NASA's Perseverance rover, which has spent five years poking around Jezero Crater looking for chemical clues about what Mars was up to billions of years ago, has made a discovery that is either very exciting or a total coincidence, depending on how you feel about extraterrestrial life. The rover detected complex macromolecular carbon sitting right on the surface of a rock at an outcrop called Bright Angel, near the edge of an ancient river channel named Neretva Vallis. This is, according to lead author Ashley E. Murphy of the Planetary Institute in Tucson, Arizona, “the shallowest detection of organic matter on Martian surface to date.” On Earth, this much macromolecular carbon usually means something was once alive. But on Mars, it could also mean rocks just do weird stuff.
The detection came from SHERLOC (Scanning Habitable Environments with Raman and Luminescence for Organics and Chemicals), a UV Raman spectrometer attached to Perseverance's robotic arm. SHERLOC fires a deep-ultraviolet laser at a target and reads the returning light to identify molecular bonds. Between Martian sols 1180 and 1218, the rover zapped four targets at Bright Angel. Three of them - Cheyava Falls, Apollo Temple, and Walhalla Glades - returned a spectroscopic signal called the graphitic band (G-band), indicating a tangled network of reduced carbon atoms that is highly resistant to breakdown. The control rock, Steamboat Mountain, showed nothing, because of course it didn't.

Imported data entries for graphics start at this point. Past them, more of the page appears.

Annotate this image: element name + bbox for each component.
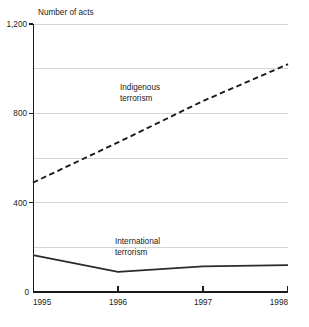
y-axis-title: Number of acts: [38, 8, 94, 17]
annotation-indigenous-line2: terrorism: [120, 94, 152, 103]
x-tick-label-1997: 1997: [194, 298, 213, 307]
x-axis-ticks: [34, 286, 288, 292]
annotation-indigenous-line1: Indigenous: [120, 83, 160, 92]
y-tick-label-1200: 1,200: [7, 20, 28, 29]
x-tick-label-1998: 1998: [270, 298, 289, 307]
x-tick-label-1995: 1995: [33, 298, 52, 307]
gridlines: [33, 24, 288, 247]
x-tick-label-1996: 1996: [109, 298, 128, 307]
annotation-international-line1: International: [115, 237, 160, 246]
y-tick-label-0: 0: [24, 288, 29, 297]
annotation-indigenous-terrorism: Indigenous terrorism: [120, 83, 160, 103]
y-tick-label-800: 800: [13, 109, 27, 118]
series-line-indigenous-terrorism: [33, 64, 288, 182]
line-chart: Number of acts 1,200 800 400 0 1995 1996…: [0, 0, 309, 327]
series-line-international-terrorism: [33, 255, 288, 272]
chart-figure: Number of acts 1,200 800 400 0 1995 1996…: [0, 0, 309, 327]
y-tick-label-400: 400: [13, 199, 27, 208]
y-axis-ticks: [29, 24, 33, 203]
annotation-international-line2: terrorism: [115, 248, 147, 257]
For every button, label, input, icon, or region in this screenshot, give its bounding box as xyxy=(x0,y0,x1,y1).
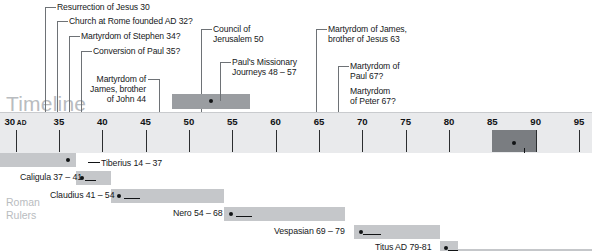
leader-stub-james-jesus xyxy=(316,29,327,30)
leader-line-church-rome xyxy=(57,21,58,112)
axis-tick-mark-40 xyxy=(102,130,103,152)
ruler-bar-vespasian xyxy=(354,225,441,239)
axis-tick-mark-65 xyxy=(319,130,320,152)
ruler-connector-caligula xyxy=(85,180,96,181)
axis-tick-mark-35 xyxy=(59,130,60,152)
event-label-stephen: Martyrdom of Stephen 34? xyxy=(81,31,180,41)
leader-line-martyrdom-paul xyxy=(338,66,339,112)
event-label-martyrdom-peter: Martyrdomof Peter 67? xyxy=(350,86,396,106)
leader-stub-conversion-paul xyxy=(81,51,92,52)
ruler-connector-nero xyxy=(236,216,252,217)
ruler-bar-claudius xyxy=(111,189,224,203)
highlight-dot-first-john xyxy=(512,141,516,145)
ruler-label-vespasian: Vespasian 69 – 79 xyxy=(274,226,345,236)
axis-tick-mark-75 xyxy=(406,130,407,152)
axis-tick-label-80: 80 xyxy=(444,116,455,127)
event-label-resurrection: Resurrection of Jesus 30 xyxy=(57,2,150,12)
leader-stub-stephen xyxy=(69,36,80,37)
ruler-connector-vespasian xyxy=(363,234,381,235)
axis-tick-label-65: 65 xyxy=(314,116,325,127)
ruler-connector-tiberius xyxy=(88,162,100,163)
leader-stub-resurrection xyxy=(45,7,56,8)
event-label-church-rome: Church at Rome founded AD 32? xyxy=(69,16,193,26)
ruler-dot-claudius xyxy=(117,194,121,198)
axis-tick-label-35: 35 xyxy=(54,116,65,127)
leader-line-stephen xyxy=(69,36,70,112)
leader-line-paul-journeys xyxy=(220,62,221,101)
axis-tick-label-70: 70 xyxy=(357,116,368,127)
event-label-conversion-paul: Conversion of Paul 35? xyxy=(93,46,180,56)
event-label-james-jesus: Martyrdom of James,brother of Jesus 63 xyxy=(328,24,407,44)
ruler-connector-claudius xyxy=(124,198,140,199)
axis-tick-label-30: 30 AD xyxy=(4,116,26,127)
ruler-label-titus: Titus AD 79-81 xyxy=(375,242,431,251)
axis-tick-label-40: 40 xyxy=(97,116,108,127)
ruler-label-claudius: Claudius 41 – 54 xyxy=(50,190,114,200)
ruler-label-tiberius: Tiberius 14 – 37 xyxy=(101,158,162,168)
axis-tick-mark-70 xyxy=(362,130,363,152)
leader-line-james-john xyxy=(159,79,160,112)
leader-line-resurrection xyxy=(45,7,46,112)
event-label-council-jerusalem: Council ofJerusalem 50 xyxy=(213,24,263,44)
roman-rulers-section xyxy=(0,153,592,251)
event-label-paul-journeys: Paul's MissionaryJourneys 48 – 57 xyxy=(232,57,297,77)
axis-tick-label-55: 55 xyxy=(227,116,238,127)
axis-tick-mark-45 xyxy=(146,130,147,152)
axis-tick-mark-90 xyxy=(536,130,537,152)
event-label-james-john: Martyrdom ofJames, brotherof John 44 xyxy=(76,74,146,105)
leader-stub-paul-journeys xyxy=(220,62,231,63)
axis-tick-mark-60 xyxy=(276,130,277,152)
axis-tick-label-60: 60 xyxy=(270,116,281,127)
axis-tick-label-90: 90 xyxy=(530,116,541,127)
axis-tick-label-45: 45 xyxy=(140,116,151,127)
leader-stub-council-jerusalem xyxy=(201,29,212,30)
axis-tick-mark-80 xyxy=(449,130,450,152)
leader-stub-martyrdom-paul xyxy=(338,66,349,67)
ruler-bar-tiberius xyxy=(0,153,76,167)
axis-tick-mark-50 xyxy=(189,130,190,152)
axis-tick-label-75: 75 xyxy=(400,116,411,127)
axis-tick-mark-95 xyxy=(579,130,580,152)
axis-tick-label-50: 50 xyxy=(184,116,195,127)
axis-tick-label-85: 85 xyxy=(487,116,498,127)
event-label-martyrdom-paul: Martyrdom ofPaul 67? xyxy=(350,61,399,81)
axis-tick-mark-55 xyxy=(232,130,233,152)
event-dot-paul-journeys xyxy=(209,99,213,103)
axis-tick-mark-30 xyxy=(16,130,17,152)
ruler-label-caligula: Caligula 37 – 41 xyxy=(20,172,82,182)
axis-ad-suffix: AD xyxy=(15,119,27,126)
ruler-label-nero: Nero 54 – 68 xyxy=(173,208,223,218)
axis-tick-label-95: 95 xyxy=(574,116,585,127)
ruler-bar-nero xyxy=(224,207,345,221)
timeline-infographic: Timeline Resurrection of Jesus 30Church … xyxy=(0,0,592,251)
roman-rulers-watermark-label: RomanRulers xyxy=(6,196,40,221)
leader-stub-church-rome xyxy=(57,21,68,22)
leader-line-james-jesus xyxy=(316,29,317,112)
leader-stub-james-john xyxy=(148,79,159,80)
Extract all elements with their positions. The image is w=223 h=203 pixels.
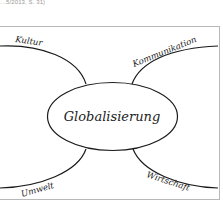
branch-label-wirtschaft: Wirtschaft: [145, 169, 191, 193]
center-label: Globalisierung: [64, 109, 161, 124]
branch-label-kommunikation: Kommunikation: [130, 34, 198, 69]
mindmap-diagram: Globalisierung Kultur Kommunikation Umwe…: [0, 0, 223, 203]
branch-line-kultur: [0, 46, 86, 84]
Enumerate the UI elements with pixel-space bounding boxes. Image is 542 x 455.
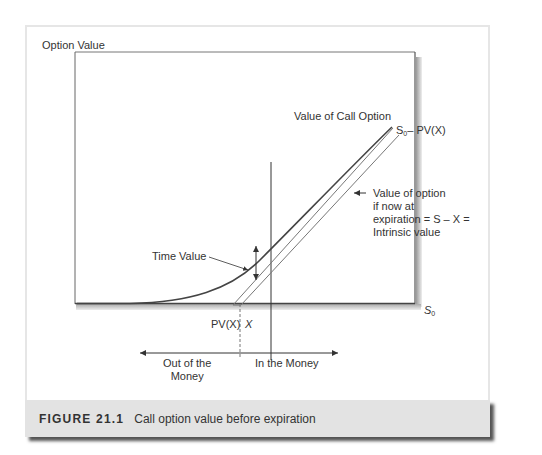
time-value-label: Time Value: [152, 250, 206, 263]
figure-caption-bar: FIGURE 21.1 Call option value before exp…: [25, 400, 490, 437]
pvx-label: PV(X): [211, 318, 240, 331]
plot-area: [75, 52, 422, 310]
x-label: X: [245, 318, 252, 331]
x-axis-label: S0: [424, 304, 435, 320]
out-of-money-label: Out of the Money: [163, 357, 211, 383]
s0-pv-label: S0– PV(X): [396, 124, 446, 140]
time-value-pointer: [209, 257, 248, 270]
s0-minus-pvx-line: [233, 128, 393, 305]
in-the-money-label: In the Money: [255, 357, 319, 370]
figure-caption: Call option value before expiration: [134, 412, 315, 426]
intrinsic-value-label: Value of option if now at expiration = S…: [373, 187, 470, 239]
y-axis-label: Option Value: [42, 39, 105, 52]
call-value-label: Value of Call Option: [294, 110, 391, 123]
call-value-curve: [77, 127, 392, 304]
figure-number: FIGURE 21.1: [39, 412, 124, 426]
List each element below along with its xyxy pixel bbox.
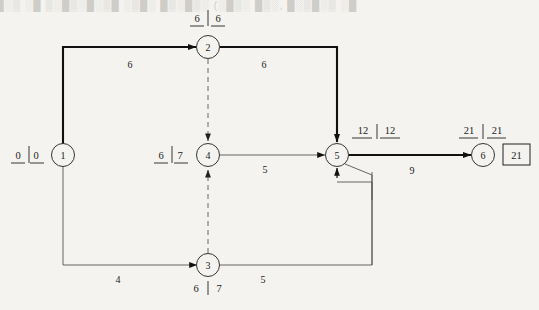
- edge-4-to-5: 5: [220, 155, 325, 175]
- network-diagram-canvas: 6 6 4 5 5 9 1 2: [0, 0, 539, 310]
- edge-1-to-3: 4: [63, 164, 197, 285]
- node-5-late: 12: [385, 125, 396, 136]
- node-4-late: 7: [177, 150, 182, 161]
- node-5-label: 5: [335, 150, 340, 161]
- node-1-time-label: 0 0: [11, 146, 44, 163]
- node-4-time-label: 6 7: [154, 146, 188, 163]
- node-3-late: 7: [216, 283, 221, 294]
- edge-1-to-2: 6: [63, 47, 196, 147]
- node-2-time-label: 6 6: [190, 10, 225, 26]
- node-6-late: 21: [492, 125, 503, 136]
- node-6-early: 21: [464, 125, 475, 136]
- node-2-label: 2: [206, 42, 211, 53]
- node-3-early: 6: [193, 283, 198, 294]
- node-1-label: 1: [61, 150, 66, 161]
- node-1[interactable]: 1: [52, 144, 75, 167]
- node-1-early: 0: [15, 150, 20, 161]
- node-4-label: 4: [206, 150, 211, 161]
- edge-weight-5-6: 9: [410, 165, 415, 176]
- node-6[interactable]: 6: [472, 144, 495, 167]
- edge-weight-4-5: 5: [263, 164, 268, 175]
- node-1-late: 0: [33, 150, 38, 161]
- edge-weight-2-5: 6: [262, 59, 267, 70]
- node-5-time-label: 12 12: [352, 124, 400, 139]
- edge-3-to-5: 5: [220, 164, 372, 285]
- project-duration-value: 21: [511, 150, 522, 161]
- node-6-time-label: 21 21: [459, 124, 506, 139]
- edge-weight-1-3: 4: [116, 274, 121, 285]
- node-4[interactable]: 4: [197, 144, 220, 167]
- node-3-time-label: 6 7: [193, 281, 221, 295]
- node-5-early: 12: [358, 125, 369, 136]
- node-3-label: 3: [206, 260, 211, 271]
- project-duration-box: 21: [503, 144, 530, 165]
- node-5[interactable]: 5: [326, 144, 349, 167]
- edge-weight-1-2: 6: [128, 59, 133, 70]
- node-2-early: 6: [194, 13, 199, 24]
- node-6-label: 6: [481, 150, 486, 161]
- node-2-late: 6: [215, 13, 220, 24]
- node-3[interactable]: 3: [197, 254, 220, 277]
- edge-weight-3-5: 5: [261, 274, 266, 285]
- edge-2-to-5: 6: [220, 47, 337, 142]
- node-2[interactable]: 2: [197, 36, 220, 59]
- node-4-early: 6: [158, 150, 163, 161]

The material roughly matches terrestrial kerogen, which on Earth is made almost exclusively from fossilized microbes. But the researchers decided not to use the word “kerogen,” because that would imply they know it came from life. “The term kerogen implies biogenic source,” Murphy explained. “Macromolecular carbon implies we don’t know whether its origin is biotic or abiotic.” So they went with the less fun but more accurate term.
The team had to rule out two major concerns. First, that the signal was light bouncing off SHERLOC's own fused-silica front window - a worry because Bright Angel was the first site examined after a dust-cover anomaly disabled the focusing mechanism. The team confirmed SHERLOC was working properly by testing spare optics in the lab and pointing it at nothing on Mars. The lack of signal from control rock Steamboat Mountain sealed the deal: the signal was real, not hardware. Second, contamination: perhaps the rover dragged Earth organics to Mars? The abrasion bit was sterilized before launch and had cut into other rocks without producing a strong G-band. Plus, Cheyava Falls was never touched; the rover just blew dust off with a nitrogen puff. And again, Steamboat Mountain came up clean.

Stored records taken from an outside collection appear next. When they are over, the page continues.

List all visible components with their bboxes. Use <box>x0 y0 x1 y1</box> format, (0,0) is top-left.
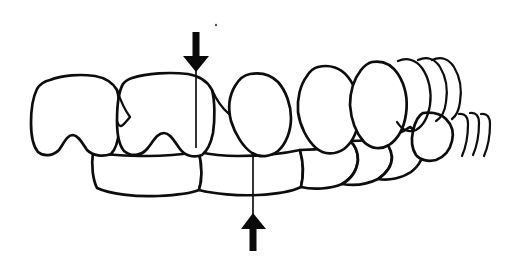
dental-occlusion-figure: Dental occlusion line drawing with midli… <box>0 0 509 279</box>
upper-tooth-5 <box>350 62 407 149</box>
lower-tooth-1 <box>92 152 201 196</box>
lower-tooth-2 <box>199 150 303 195</box>
lower-tooth-6 <box>412 113 453 161</box>
ink-speck <box>215 24 217 26</box>
dental-illustration-canvas: Dental occlusion line drawing with midli… <box>0 0 509 279</box>
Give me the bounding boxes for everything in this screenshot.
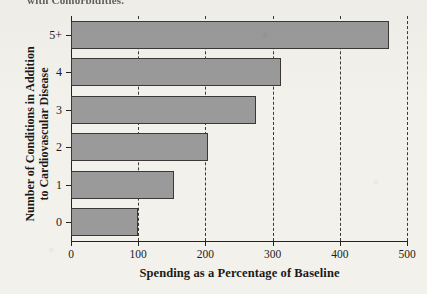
x-tick-label-500: 500 (398, 248, 415, 260)
bar-chart-figure: Spending as a Percentage of Baseline Num… (0, 0, 427, 294)
x-tick-200 (205, 241, 206, 246)
gridline-x-400 (340, 16, 341, 241)
bar-2 (71, 133, 208, 161)
bar-3 (71, 96, 256, 124)
gridline-x-500 (407, 16, 408, 241)
y-tick-label-3: 3 (36, 102, 62, 117)
y-tick-3 (66, 110, 71, 111)
bar-0 (71, 208, 138, 236)
bar-5+ (71, 21, 389, 49)
y-tick-1 (66, 185, 71, 186)
y-tick-label-1: 1 (36, 177, 62, 192)
y-tick-0 (66, 222, 71, 223)
bar-1 (71, 171, 174, 199)
y-tick-4 (66, 72, 71, 73)
x-axis-label: Spending as a Percentage of Baseline (71, 266, 408, 281)
x-tick-label-100: 100 (130, 248, 147, 260)
x-tick-label-200: 200 (197, 248, 214, 260)
x-axis-line (71, 241, 408, 242)
x-tick-400 (340, 241, 341, 246)
y-tick-5+ (66, 35, 71, 36)
gridline-x-100 (138, 16, 139, 241)
bar-4 (71, 58, 281, 86)
x-tick-label-400: 400 (331, 248, 348, 260)
x-tick-label-300: 300 (264, 248, 281, 260)
y-tick-2 (66, 147, 71, 148)
plot-area (71, 16, 407, 241)
y-axis-label-line-1: Number of Conditions in Addition (23, 19, 37, 249)
x-tick-label-0: 0 (68, 248, 74, 260)
y-tick-label-5+: 5+ (36, 27, 62, 42)
x-tick-300 (273, 241, 274, 246)
x-tick-0 (71, 241, 72, 246)
x-tick-500 (407, 241, 408, 246)
y-tick-label-0: 0 (36, 215, 62, 230)
gridline-x-200 (205, 16, 206, 241)
y-tick-label-4: 4 (36, 65, 62, 80)
gridline-x-300 (273, 16, 274, 241)
y-tick-label-2: 2 (36, 140, 62, 155)
x-tick-100 (138, 241, 139, 246)
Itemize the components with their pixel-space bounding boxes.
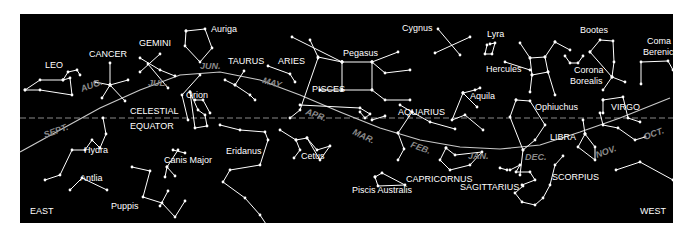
star-icon	[515, 99, 518, 102]
star-icon	[624, 81, 627, 84]
equator-label-line2: EQUATOR	[130, 121, 174, 131]
constellation-label: Coma	[647, 36, 671, 46]
star-icon	[62, 79, 65, 82]
star-icon	[544, 124, 547, 127]
star-icon	[569, 49, 572, 52]
star-icon	[259, 214, 262, 217]
star-icon	[299, 104, 302, 107]
star-icon	[131, 166, 134, 169]
star-icon	[449, 169, 452, 172]
direction-west: WEST	[640, 206, 667, 216]
star-icon	[519, 42, 522, 45]
star-icon	[204, 28, 207, 31]
star-icon	[667, 60, 670, 63]
star-icon	[594, 159, 597, 162]
star-icon	[364, 117, 367, 120]
star-icon	[529, 171, 532, 174]
star-icon	[159, 69, 162, 72]
star-icon	[506, 169, 509, 172]
star-icon	[289, 73, 292, 76]
star-icon	[267, 65, 270, 68]
star-icon	[79, 74, 82, 77]
star-icon	[397, 159, 400, 162]
star-icon	[24, 89, 27, 92]
star-icon	[254, 99, 257, 102]
star-icon	[384, 115, 387, 118]
star-icon	[102, 117, 105, 120]
star-icon	[554, 41, 557, 44]
star-icon	[454, 128, 457, 131]
star-icon	[139, 71, 142, 74]
constellation-label: SCORPIUS	[552, 172, 599, 182]
star-icon	[289, 117, 292, 120]
constellation-label: Ophiuchus	[535, 102, 579, 112]
star-icon	[437, 28, 440, 31]
star-icon	[476, 106, 479, 109]
constellation-label: Canis Major	[164, 155, 212, 165]
constellation-label: PISCES	[312, 84, 345, 94]
star-icon	[101, 97, 104, 100]
star-icon	[529, 91, 532, 94]
star-icon	[639, 161, 642, 164]
star-icon	[267, 139, 270, 142]
star-icon	[522, 149, 525, 152]
constellation-label: Cygnus	[402, 23, 433, 33]
star-icon	[397, 132, 400, 135]
star-chart: LEOCANCERGEMINIAurigaTAURUSARIESPegasusP…	[0, 0, 693, 235]
star-icon	[499, 167, 502, 170]
star-icon	[69, 189, 72, 192]
star-icon	[264, 131, 267, 134]
star-icon	[209, 112, 212, 115]
star-icon	[185, 30, 188, 33]
star-icon	[577, 146, 580, 149]
constellation-label: Cetus	[301, 151, 325, 161]
star-icon	[534, 139, 537, 142]
star-icon	[509, 116, 512, 119]
star-icon	[76, 69, 79, 72]
star-icon	[672, 179, 675, 182]
constellation-label: Borealis	[570, 76, 603, 86]
star-icon	[582, 55, 585, 58]
star-icon	[184, 152, 187, 155]
star-icon	[640, 61, 643, 64]
star-icon	[234, 84, 237, 87]
star-icon	[187, 119, 190, 122]
star-icon	[489, 43, 492, 46]
star-icon	[584, 133, 587, 136]
star-icon	[434, 52, 437, 55]
constellation-label: TAURUS	[228, 56, 264, 66]
star-icon	[194, 127, 197, 130]
constellation-label: AQUARIUS	[398, 107, 445, 117]
star-icon	[147, 63, 150, 66]
star-icon	[71, 94, 74, 97]
star-icon	[142, 196, 145, 199]
star-icon	[329, 145, 332, 148]
star-icon	[184, 45, 187, 48]
star-icon	[613, 61, 616, 64]
star-icon	[521, 201, 524, 204]
constellation-label: LIBRA	[550, 132, 576, 142]
star-icon	[615, 169, 618, 172]
star-icon	[429, 121, 432, 124]
star-icon	[149, 170, 152, 173]
star-icon	[174, 216, 177, 219]
star-icon	[259, 164, 262, 167]
star-icon	[204, 114, 207, 117]
star-icon	[295, 139, 298, 142]
star-icon	[582, 119, 585, 122]
star-icon	[403, 148, 406, 151]
constellation-label: SAGITTARIUS	[460, 182, 519, 192]
star-icon	[451, 119, 454, 122]
star-icon	[454, 154, 457, 157]
star-icon	[486, 44, 489, 47]
star-icon	[564, 55, 567, 58]
star-icon	[91, 139, 94, 142]
star-icon	[562, 155, 565, 158]
constellation-label: Aquila	[470, 91, 495, 101]
star-icon	[482, 129, 485, 132]
star-icon	[462, 92, 465, 95]
star-icon	[611, 76, 614, 79]
star-icon	[459, 54, 462, 57]
star-icon	[269, 229, 272, 232]
equator-label-line1: CELESTIAL	[130, 106, 179, 116]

Once convinced the finding was real, the team looked at what minerals surrounded the carbon. At Apollo Temple, the carbon clustered with carbonate and sulfate minerals - stuff that precipitates from water moving through old rock. At Walhalla Glades, it sat within silicate-rich sediment. Murphy sees this as evidence for at least two separate events: first, organic matter settling into mud at the bottom of an ancient lake and getting buried; later, groundwater moving through the buried rock and leaving behind new carbonate and sulfate minerals.
But the big question - whether this carbon is a remnant of ancient Martian life - will remain unanswered for now. “The science payload of the Perseverance rover was not designed to distinguish between abiotic and biotic processes but to identify compelling rocks to be collected for possible return to Earth,” says deputy principal investigator Kyle Uckert at NASA's JPL. “Perseverance rover has an incredible instrument payload, but those instruments pale in comparison to world-class techniques that could be used to analyze these samples when they get back to Earth,” added principal investigator Kevin P. Hand. He's particularly interested in the isotopic signature and chirality - a preference for one molecular handedness over another that strongly suggests biology. Also, “We could also use some of the most powerful microscopes on Earth to search for ancient microbial fossils,” Hand said.
There are plenty of abiotic explanations: fluid-rock reactions can synthesize organic compounds without life. But Hand is optimistic about what Perseverance might still find. “Now we are exploring the region outside of Jezero crater - the rocks over which we’re currently roving are perhaps some of the oldest rocks ever investigated by a rover on Mars. There’s a chance that if life arose early on in the history of Mars, we might find some hints of it in the rocks we’re looking at now.” The study appears in Science Advances.